Entrepreneurship & innovation is a mindset. Doesn’t pertain to private sector versus public sector.
If we’re not careful, innovation becomes associated with young, hungry tech entrepreneur. But this doesn’t capture. Weiser: “young, African American woman in the local public defenders office” can be an innovator, an entrepreneur.
Difficulty is law students, training to be lawyers, don’t view their professional identity, as students and would-be lawyers, as entrepreneurs.
Gembel: challenge is to get students to unlearn all the bad habits they learned in elementary school. In addition to d.school, founders are working on creating a K-12 lab to get at the kids early. “How do you educate legal thinkers starting in grade school?”
Weiser: challenge of “dualistic thinking.” “It’s really important to get good grades, nothing else matters” or “grades don’t matter, it is important how I develop my personal narrative.” Neither captures it. How do you create a narrative of the whole person and professional so that you can identify the mindset of an emerging entrepreneur.
Individuals should discover their own narrative based on their own experiences. Don’t force the law student into the box of “LAWYER.” How to you give confidence to form their own narrative.
With regard to developing “competencies,” how has the d.school reverse engineered the “competencies” in order to get the students to the right level. Gimbel: capacity is better way to frame it than competency, as competency views an “end” rather than an iterative, ongoing process.
Importance of resilience. Weiser: lawyers identify this quality as essential. Gimbel: “How do you deal with failure” is not quite the right way to capture it. Should reframe the tackling of problem that doesn’t yield good result as potentially successful in enabling students to make better progress. Other element of resilience is how students respond to crashing. How does student get him/herself back up?
Q: what is the future of legal education? Weiser: Bright, for those willing to experiment; figure out where are these successful alums and how did their get there? Answers are out there; we have just been looking at the wrong problems. Gimbel: future will depend on its ability to experiment. Don’t look at alums; look at the current and prospective students.
Q: our job is prepare our students from the profession that is here now. Usually that means Biglaw. challenge is how to enable students to succeed for profession that will emerge in 10-20 years, even though we want to be sure that they get jobs today.
Weiser: need to define success in law placement broadly and imaginatively.
Gimbel: transformation comes from outside in first, and then inside out.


Among these records, which lines include "left"? Copy them out.

Records for this exercise Start Marker

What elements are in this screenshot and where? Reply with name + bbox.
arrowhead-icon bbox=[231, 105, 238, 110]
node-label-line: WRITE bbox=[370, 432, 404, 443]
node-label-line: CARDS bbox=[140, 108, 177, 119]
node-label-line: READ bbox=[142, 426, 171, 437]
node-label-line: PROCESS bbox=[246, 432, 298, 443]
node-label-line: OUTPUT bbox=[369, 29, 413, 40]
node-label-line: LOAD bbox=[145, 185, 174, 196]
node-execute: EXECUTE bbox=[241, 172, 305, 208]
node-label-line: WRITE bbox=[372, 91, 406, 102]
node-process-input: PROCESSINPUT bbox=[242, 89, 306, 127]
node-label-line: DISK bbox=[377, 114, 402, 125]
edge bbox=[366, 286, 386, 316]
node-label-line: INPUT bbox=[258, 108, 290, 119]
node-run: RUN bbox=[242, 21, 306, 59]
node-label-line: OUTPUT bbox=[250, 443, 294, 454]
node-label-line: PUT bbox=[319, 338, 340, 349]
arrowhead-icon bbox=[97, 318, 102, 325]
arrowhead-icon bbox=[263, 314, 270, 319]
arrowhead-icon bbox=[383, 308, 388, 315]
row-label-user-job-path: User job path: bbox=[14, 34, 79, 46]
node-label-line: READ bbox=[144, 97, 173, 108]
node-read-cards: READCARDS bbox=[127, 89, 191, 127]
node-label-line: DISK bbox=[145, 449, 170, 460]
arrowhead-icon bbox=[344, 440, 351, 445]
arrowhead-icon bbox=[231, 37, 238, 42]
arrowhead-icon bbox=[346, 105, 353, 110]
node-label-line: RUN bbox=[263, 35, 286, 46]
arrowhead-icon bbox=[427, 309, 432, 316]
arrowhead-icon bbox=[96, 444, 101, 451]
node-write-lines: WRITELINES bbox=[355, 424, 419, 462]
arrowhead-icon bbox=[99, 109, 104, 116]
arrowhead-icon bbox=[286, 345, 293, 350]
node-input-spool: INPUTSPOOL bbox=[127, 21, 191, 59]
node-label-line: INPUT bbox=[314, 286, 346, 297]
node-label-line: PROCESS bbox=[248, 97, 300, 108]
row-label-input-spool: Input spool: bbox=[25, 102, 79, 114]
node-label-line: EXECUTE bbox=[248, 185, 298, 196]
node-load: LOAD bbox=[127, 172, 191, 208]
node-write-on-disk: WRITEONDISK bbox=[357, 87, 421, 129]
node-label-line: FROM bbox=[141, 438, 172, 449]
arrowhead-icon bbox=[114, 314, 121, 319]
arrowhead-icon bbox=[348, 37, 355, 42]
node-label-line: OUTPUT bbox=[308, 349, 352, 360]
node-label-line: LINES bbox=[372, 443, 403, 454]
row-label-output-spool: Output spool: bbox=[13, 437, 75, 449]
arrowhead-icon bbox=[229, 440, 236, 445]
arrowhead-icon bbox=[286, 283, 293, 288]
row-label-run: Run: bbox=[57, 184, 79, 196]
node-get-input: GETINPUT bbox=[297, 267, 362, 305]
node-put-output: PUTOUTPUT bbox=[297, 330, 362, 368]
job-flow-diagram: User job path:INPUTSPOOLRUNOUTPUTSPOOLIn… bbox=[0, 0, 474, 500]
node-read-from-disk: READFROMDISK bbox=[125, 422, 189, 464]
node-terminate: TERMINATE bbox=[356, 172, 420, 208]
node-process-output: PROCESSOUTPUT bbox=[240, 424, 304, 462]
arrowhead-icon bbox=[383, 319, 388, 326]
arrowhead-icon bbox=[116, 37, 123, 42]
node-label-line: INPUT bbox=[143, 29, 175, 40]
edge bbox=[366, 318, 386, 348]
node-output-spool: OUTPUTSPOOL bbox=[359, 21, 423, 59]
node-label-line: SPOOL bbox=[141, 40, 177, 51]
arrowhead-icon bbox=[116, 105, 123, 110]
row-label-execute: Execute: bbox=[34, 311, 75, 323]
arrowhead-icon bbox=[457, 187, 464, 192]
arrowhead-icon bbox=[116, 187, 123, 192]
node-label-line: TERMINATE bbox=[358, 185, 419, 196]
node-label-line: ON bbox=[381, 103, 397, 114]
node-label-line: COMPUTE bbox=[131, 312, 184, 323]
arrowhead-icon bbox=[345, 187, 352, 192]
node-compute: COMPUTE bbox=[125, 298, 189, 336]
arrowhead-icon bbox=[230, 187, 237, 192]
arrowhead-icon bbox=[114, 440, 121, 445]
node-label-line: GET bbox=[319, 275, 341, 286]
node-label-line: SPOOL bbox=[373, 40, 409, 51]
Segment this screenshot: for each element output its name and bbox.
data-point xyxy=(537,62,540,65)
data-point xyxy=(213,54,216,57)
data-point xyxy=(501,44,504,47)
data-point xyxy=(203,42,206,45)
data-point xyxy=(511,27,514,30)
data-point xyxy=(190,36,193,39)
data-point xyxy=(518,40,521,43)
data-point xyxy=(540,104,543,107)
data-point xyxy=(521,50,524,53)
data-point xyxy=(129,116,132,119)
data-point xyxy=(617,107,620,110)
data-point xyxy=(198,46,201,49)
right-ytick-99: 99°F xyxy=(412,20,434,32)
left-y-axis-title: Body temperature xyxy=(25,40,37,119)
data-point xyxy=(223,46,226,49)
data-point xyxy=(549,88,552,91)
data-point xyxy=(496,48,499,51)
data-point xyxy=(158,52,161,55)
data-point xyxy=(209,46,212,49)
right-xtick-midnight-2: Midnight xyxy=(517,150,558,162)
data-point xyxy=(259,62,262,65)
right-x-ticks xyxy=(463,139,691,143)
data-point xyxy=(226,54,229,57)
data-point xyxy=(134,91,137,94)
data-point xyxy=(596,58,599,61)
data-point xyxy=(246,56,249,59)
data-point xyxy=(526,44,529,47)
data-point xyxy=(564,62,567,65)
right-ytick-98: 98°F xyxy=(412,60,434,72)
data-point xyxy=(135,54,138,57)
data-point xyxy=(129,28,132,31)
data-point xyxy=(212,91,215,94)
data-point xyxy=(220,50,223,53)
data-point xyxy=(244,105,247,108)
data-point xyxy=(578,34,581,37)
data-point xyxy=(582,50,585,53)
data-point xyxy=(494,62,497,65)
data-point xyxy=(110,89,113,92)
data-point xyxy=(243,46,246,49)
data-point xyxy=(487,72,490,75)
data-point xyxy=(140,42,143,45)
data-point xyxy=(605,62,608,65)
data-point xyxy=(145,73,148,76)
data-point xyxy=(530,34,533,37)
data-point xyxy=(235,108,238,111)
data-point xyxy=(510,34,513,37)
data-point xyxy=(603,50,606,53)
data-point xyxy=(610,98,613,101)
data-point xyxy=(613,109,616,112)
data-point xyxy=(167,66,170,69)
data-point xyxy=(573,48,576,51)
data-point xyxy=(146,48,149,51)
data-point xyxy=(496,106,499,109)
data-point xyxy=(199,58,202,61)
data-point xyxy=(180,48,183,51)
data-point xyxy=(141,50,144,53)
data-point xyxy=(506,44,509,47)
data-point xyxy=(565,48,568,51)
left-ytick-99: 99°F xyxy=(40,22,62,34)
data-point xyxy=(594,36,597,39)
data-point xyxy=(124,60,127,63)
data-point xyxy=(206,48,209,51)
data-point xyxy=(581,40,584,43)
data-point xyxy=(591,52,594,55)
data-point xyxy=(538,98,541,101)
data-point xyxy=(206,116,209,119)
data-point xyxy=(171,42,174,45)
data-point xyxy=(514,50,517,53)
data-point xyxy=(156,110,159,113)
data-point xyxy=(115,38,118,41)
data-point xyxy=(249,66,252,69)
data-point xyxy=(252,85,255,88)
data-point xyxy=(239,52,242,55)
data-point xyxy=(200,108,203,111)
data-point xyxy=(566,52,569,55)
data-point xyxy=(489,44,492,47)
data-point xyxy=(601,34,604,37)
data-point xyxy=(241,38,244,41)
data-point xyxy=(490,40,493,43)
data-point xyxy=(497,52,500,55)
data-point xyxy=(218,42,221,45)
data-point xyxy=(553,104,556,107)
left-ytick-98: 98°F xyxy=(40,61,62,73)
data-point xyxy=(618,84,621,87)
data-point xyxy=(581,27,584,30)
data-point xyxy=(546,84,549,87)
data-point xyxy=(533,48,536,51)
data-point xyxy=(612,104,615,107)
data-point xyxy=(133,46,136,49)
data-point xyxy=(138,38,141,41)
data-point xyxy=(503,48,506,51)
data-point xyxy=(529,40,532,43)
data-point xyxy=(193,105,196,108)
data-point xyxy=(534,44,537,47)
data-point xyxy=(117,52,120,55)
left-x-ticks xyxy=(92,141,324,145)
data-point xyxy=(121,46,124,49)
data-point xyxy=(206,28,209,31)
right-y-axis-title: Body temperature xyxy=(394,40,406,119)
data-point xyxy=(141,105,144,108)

Records for this exercise End Marker
Records for this exercise Start Marker

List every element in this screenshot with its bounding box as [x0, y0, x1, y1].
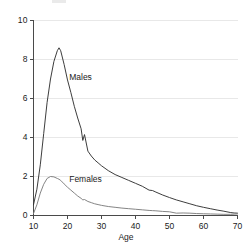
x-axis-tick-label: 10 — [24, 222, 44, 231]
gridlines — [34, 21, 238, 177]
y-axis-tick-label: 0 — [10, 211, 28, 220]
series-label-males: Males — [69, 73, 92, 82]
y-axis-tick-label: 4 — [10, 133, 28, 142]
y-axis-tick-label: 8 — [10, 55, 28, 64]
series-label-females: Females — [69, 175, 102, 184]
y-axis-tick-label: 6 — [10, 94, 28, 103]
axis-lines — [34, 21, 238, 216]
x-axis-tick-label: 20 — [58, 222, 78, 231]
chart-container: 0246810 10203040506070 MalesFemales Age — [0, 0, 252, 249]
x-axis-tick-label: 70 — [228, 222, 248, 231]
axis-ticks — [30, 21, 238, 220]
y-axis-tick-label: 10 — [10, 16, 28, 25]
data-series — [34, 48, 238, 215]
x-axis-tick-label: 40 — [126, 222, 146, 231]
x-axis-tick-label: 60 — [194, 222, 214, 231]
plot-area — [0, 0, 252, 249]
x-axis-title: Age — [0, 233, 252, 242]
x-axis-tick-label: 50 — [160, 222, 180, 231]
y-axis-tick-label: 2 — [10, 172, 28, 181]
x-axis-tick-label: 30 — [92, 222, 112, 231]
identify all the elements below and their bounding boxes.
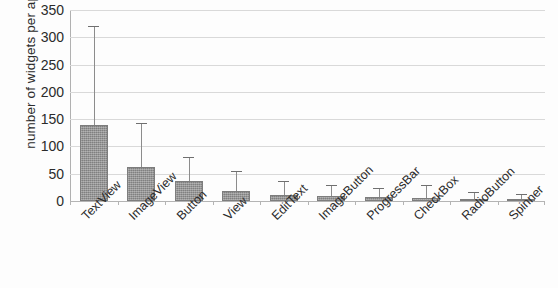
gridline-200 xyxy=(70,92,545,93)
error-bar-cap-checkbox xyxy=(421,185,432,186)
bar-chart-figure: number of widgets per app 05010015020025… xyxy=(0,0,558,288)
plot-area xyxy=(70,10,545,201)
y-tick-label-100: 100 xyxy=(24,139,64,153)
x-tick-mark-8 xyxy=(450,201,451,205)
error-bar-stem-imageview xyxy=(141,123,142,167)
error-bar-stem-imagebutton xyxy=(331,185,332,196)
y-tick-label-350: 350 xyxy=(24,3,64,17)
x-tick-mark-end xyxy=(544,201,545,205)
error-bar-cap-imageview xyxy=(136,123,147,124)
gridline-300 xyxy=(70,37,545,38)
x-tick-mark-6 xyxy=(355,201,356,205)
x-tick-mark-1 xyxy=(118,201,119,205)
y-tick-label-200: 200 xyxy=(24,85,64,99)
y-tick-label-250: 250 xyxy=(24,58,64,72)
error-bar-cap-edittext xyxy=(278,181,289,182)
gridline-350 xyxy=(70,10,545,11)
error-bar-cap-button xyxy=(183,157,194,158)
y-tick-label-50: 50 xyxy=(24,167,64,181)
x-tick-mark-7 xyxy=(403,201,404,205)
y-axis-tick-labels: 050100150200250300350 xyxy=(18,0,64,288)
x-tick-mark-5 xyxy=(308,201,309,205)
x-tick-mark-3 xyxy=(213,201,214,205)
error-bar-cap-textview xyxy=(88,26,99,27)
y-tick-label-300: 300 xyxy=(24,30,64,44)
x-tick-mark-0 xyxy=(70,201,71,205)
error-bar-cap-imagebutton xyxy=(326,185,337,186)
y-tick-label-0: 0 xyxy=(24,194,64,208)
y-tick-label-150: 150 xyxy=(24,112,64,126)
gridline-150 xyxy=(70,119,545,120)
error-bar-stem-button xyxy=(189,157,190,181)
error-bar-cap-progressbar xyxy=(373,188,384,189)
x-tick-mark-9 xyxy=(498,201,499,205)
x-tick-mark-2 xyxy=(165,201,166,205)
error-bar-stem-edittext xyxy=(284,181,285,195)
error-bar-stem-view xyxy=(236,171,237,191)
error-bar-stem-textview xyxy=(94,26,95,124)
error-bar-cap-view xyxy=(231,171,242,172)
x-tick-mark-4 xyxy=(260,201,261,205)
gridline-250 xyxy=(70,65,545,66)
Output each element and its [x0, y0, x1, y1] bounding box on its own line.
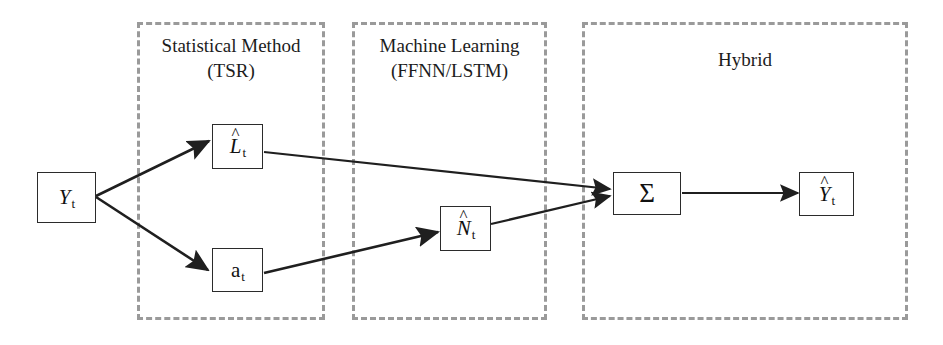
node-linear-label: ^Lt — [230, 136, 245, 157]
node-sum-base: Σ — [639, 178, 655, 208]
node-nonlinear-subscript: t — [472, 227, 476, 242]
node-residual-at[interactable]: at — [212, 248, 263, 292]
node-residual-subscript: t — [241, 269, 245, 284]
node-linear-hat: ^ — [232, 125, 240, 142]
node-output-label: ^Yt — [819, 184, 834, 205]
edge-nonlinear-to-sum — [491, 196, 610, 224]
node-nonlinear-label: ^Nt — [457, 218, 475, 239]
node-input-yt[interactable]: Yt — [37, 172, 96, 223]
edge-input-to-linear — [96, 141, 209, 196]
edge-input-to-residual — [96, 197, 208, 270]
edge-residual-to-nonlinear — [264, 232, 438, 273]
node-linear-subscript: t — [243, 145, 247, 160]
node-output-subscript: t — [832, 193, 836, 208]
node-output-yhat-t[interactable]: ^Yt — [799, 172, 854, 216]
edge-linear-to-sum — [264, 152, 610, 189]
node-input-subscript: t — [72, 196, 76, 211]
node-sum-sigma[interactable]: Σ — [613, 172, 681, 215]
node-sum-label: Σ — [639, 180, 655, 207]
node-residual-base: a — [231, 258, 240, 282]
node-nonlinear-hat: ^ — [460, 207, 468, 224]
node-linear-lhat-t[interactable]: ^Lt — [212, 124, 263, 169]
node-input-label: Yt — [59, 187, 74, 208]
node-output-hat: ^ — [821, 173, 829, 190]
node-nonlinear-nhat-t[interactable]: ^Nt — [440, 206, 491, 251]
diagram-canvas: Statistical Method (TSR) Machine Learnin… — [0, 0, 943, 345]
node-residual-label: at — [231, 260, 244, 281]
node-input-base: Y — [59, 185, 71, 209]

Records for this exercise End Marker

Solution:
left-y-axis-title: Body temperature xyxy=(25,40,37,119)
left-ytick-99: 99°F xyxy=(40,22,62,34)
left-ytick-98: 98°F xyxy=(40,61,62,73)
left-x-ticks xyxy=(92,141,324,145)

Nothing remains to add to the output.